Chatrooms can use OMEMO if they are non-anonymous, which means that member's JIDs should be set to be viewable by anyone no just moderators. Rooms can be kept private by adding a password or making them members-only. Members are added to the room either from the server, or using a client with sufficient room configuration capabilities.
Setting up notifications via email of offline messages
The offline_email module is a very simple module that sends offline messages to an email address that matches the user's JID. The module's code blocks while during the connection to the SMTP server so this should only be used with an SMTP server running on the same host. If the SMTP server is running on standard ports and requires no authentication for local requests, then no setup is required apart from enabling the module.
Most users probably do not use their JID as an email address, but since the domain is obviously controlled by the local server, it should be simple to have the email server manage that domain as well and forward messages to the JIB user's proper address. By default the module will send a separate email for every offline message which can be a pain when users type many successive messages, so the queue_offline_emails can be set to a number of seconds of silence to wait and then send a single email with all the accumulated messages during that time at once.
Troubleshooting
Familiarise yourself with the default configuration in /etc/prosody/prosody.cfg.lua so you know what settings and modules are available and what the defaults are. You can set the logging level to "debug", and check the output of prosodyctl about, prosodyctl status and prosodyctl check.
Clients
We're currently using the Gajim client which has OMEMO (an improvement on OTR and PGP for IM encryption) and inline image support. First install the program and the plugin-installer plugin via apt as follows. The OMEMO encryption plugin is best initially installed via apt, because it has some dependencies.

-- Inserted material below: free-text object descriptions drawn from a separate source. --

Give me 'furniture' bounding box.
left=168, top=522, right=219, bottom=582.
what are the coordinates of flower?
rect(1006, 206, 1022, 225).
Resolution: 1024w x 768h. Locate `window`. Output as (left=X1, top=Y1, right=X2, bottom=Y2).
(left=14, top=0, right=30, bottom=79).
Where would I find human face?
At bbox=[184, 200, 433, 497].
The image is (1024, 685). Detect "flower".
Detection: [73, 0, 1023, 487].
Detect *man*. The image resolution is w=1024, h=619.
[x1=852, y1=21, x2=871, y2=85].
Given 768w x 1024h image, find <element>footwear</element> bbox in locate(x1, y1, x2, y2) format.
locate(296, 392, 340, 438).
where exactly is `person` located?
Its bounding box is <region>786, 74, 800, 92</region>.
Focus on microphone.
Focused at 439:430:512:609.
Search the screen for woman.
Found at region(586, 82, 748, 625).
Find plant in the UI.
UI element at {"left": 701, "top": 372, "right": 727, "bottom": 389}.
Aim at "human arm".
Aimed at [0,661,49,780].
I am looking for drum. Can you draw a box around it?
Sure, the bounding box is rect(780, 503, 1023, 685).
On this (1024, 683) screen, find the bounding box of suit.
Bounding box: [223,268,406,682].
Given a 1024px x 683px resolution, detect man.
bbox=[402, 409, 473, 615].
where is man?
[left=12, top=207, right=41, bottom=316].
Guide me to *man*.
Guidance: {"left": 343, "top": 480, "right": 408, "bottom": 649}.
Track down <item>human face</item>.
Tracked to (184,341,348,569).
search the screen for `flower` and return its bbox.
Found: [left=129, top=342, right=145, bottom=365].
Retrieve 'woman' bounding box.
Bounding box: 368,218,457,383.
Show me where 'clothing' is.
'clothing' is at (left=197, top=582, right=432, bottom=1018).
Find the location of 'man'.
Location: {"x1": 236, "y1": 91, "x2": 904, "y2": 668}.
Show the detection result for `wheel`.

apt install gajim gajim-plugininstaller gajim-omemo
Then enable the OMEMO and plugin-installer from the plugin menu and restart Gajim. You will then see a list of available plugins in the plugin menu where you can install, enable and configure Url Image Preview and Source Code Syntax Highlighting.
On Linux, Gajim stores the app preferences and state in ~/.config/gajim, and the main data for contacts, history and plugins in ~/.local/.share/gajim.